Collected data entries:
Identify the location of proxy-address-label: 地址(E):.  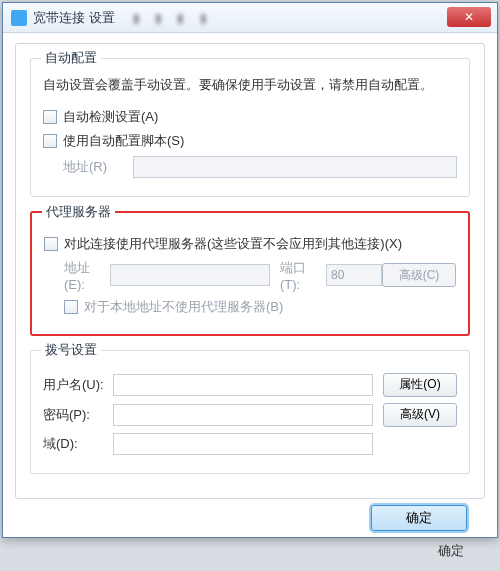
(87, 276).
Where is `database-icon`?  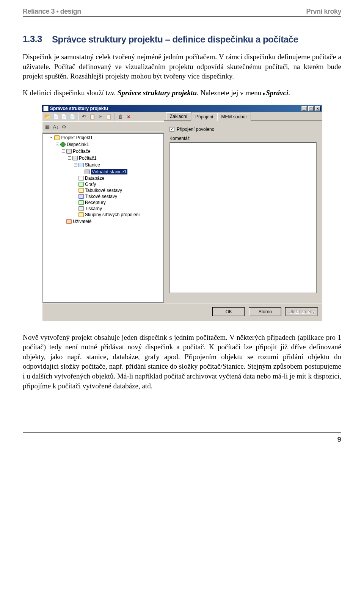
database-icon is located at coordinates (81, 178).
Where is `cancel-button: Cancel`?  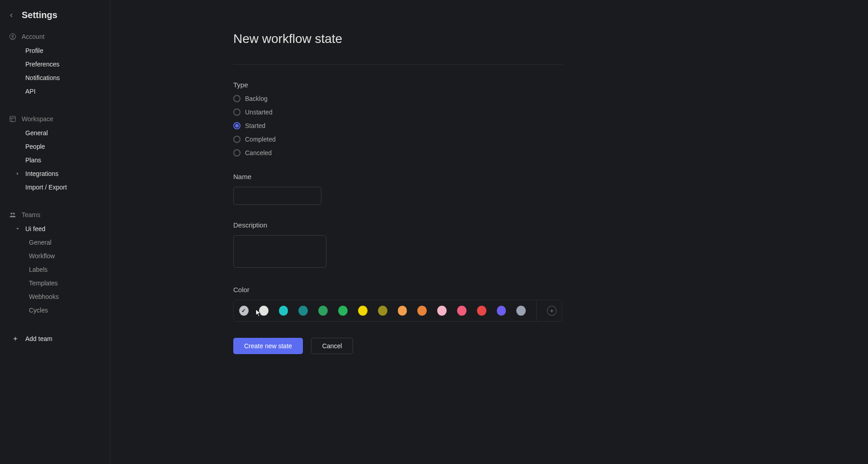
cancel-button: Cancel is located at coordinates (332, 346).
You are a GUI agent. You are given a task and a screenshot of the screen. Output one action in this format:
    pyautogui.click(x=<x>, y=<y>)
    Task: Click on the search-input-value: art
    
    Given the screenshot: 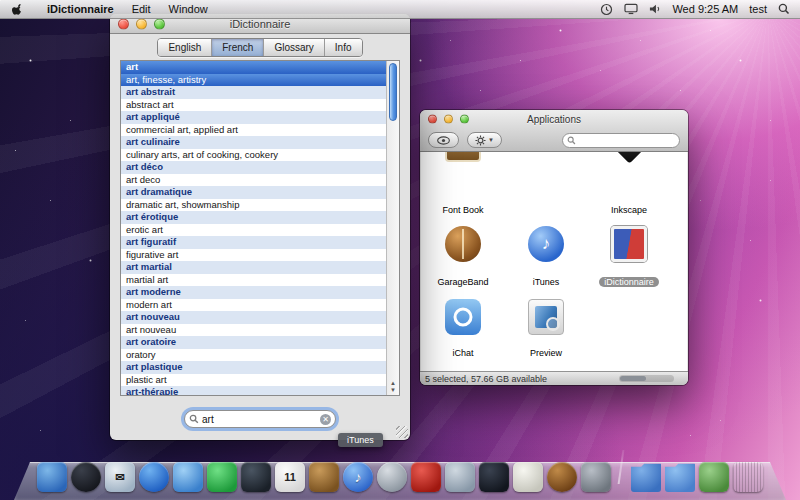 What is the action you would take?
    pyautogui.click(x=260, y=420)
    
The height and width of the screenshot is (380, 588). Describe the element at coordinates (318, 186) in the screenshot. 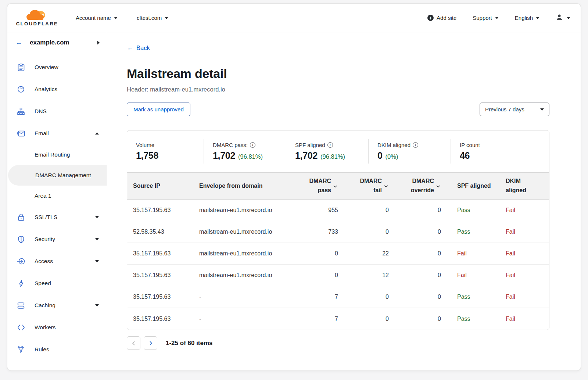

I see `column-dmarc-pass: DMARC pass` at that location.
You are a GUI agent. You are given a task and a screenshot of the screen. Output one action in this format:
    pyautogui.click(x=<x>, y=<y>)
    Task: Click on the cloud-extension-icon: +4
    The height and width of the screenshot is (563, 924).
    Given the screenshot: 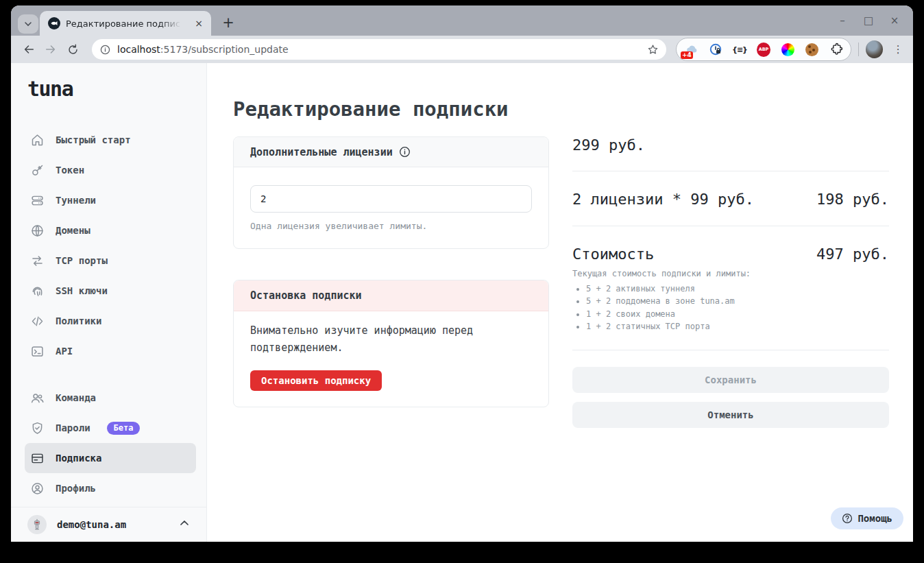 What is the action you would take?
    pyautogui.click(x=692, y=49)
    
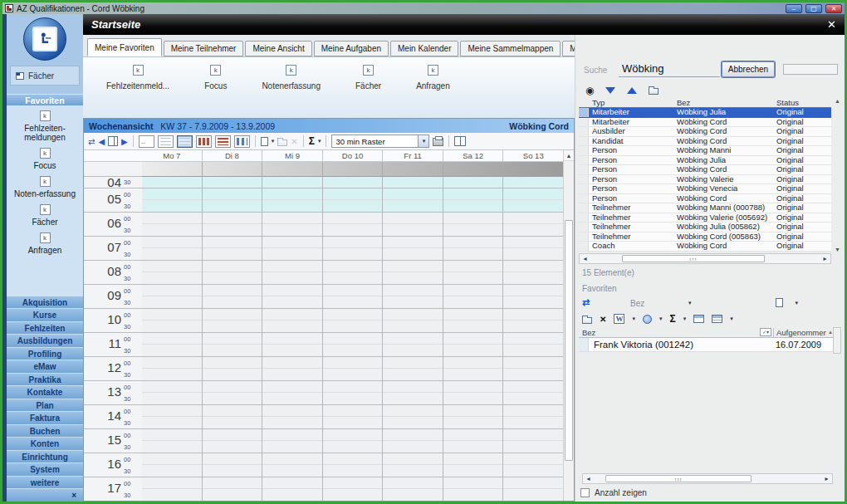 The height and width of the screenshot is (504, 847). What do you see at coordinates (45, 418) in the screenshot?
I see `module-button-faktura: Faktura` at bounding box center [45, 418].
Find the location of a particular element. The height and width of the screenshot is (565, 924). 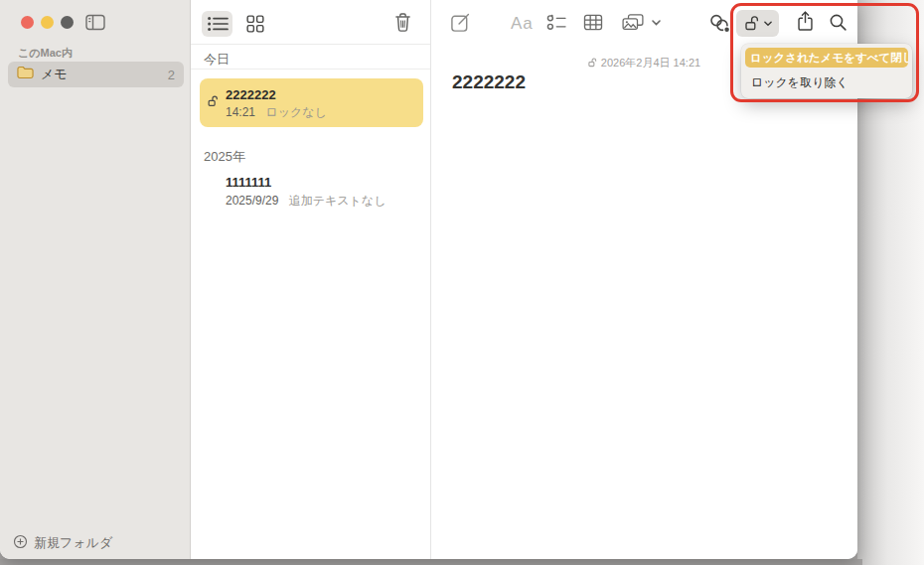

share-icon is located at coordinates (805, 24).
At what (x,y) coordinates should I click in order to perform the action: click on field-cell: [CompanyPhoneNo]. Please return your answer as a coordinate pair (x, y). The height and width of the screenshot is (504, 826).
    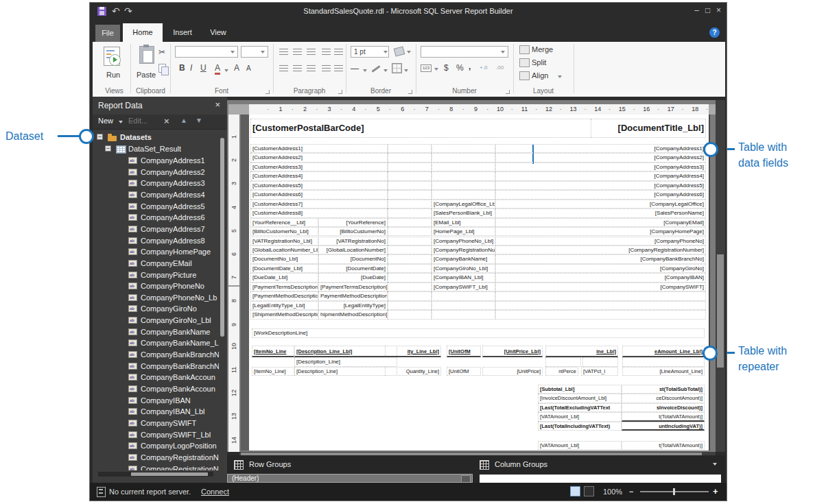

■ Problem ■
Output only an exact transcription of the lines above from the one with "Task: Click on the cloud-extension-icon: +4" up to and including the one with "The height and width of the screenshot is (563, 924).".

■ Solved exercise ■
    Task: Click on the cloud-extension-icon: +4
    The height and width of the screenshot is (563, 924).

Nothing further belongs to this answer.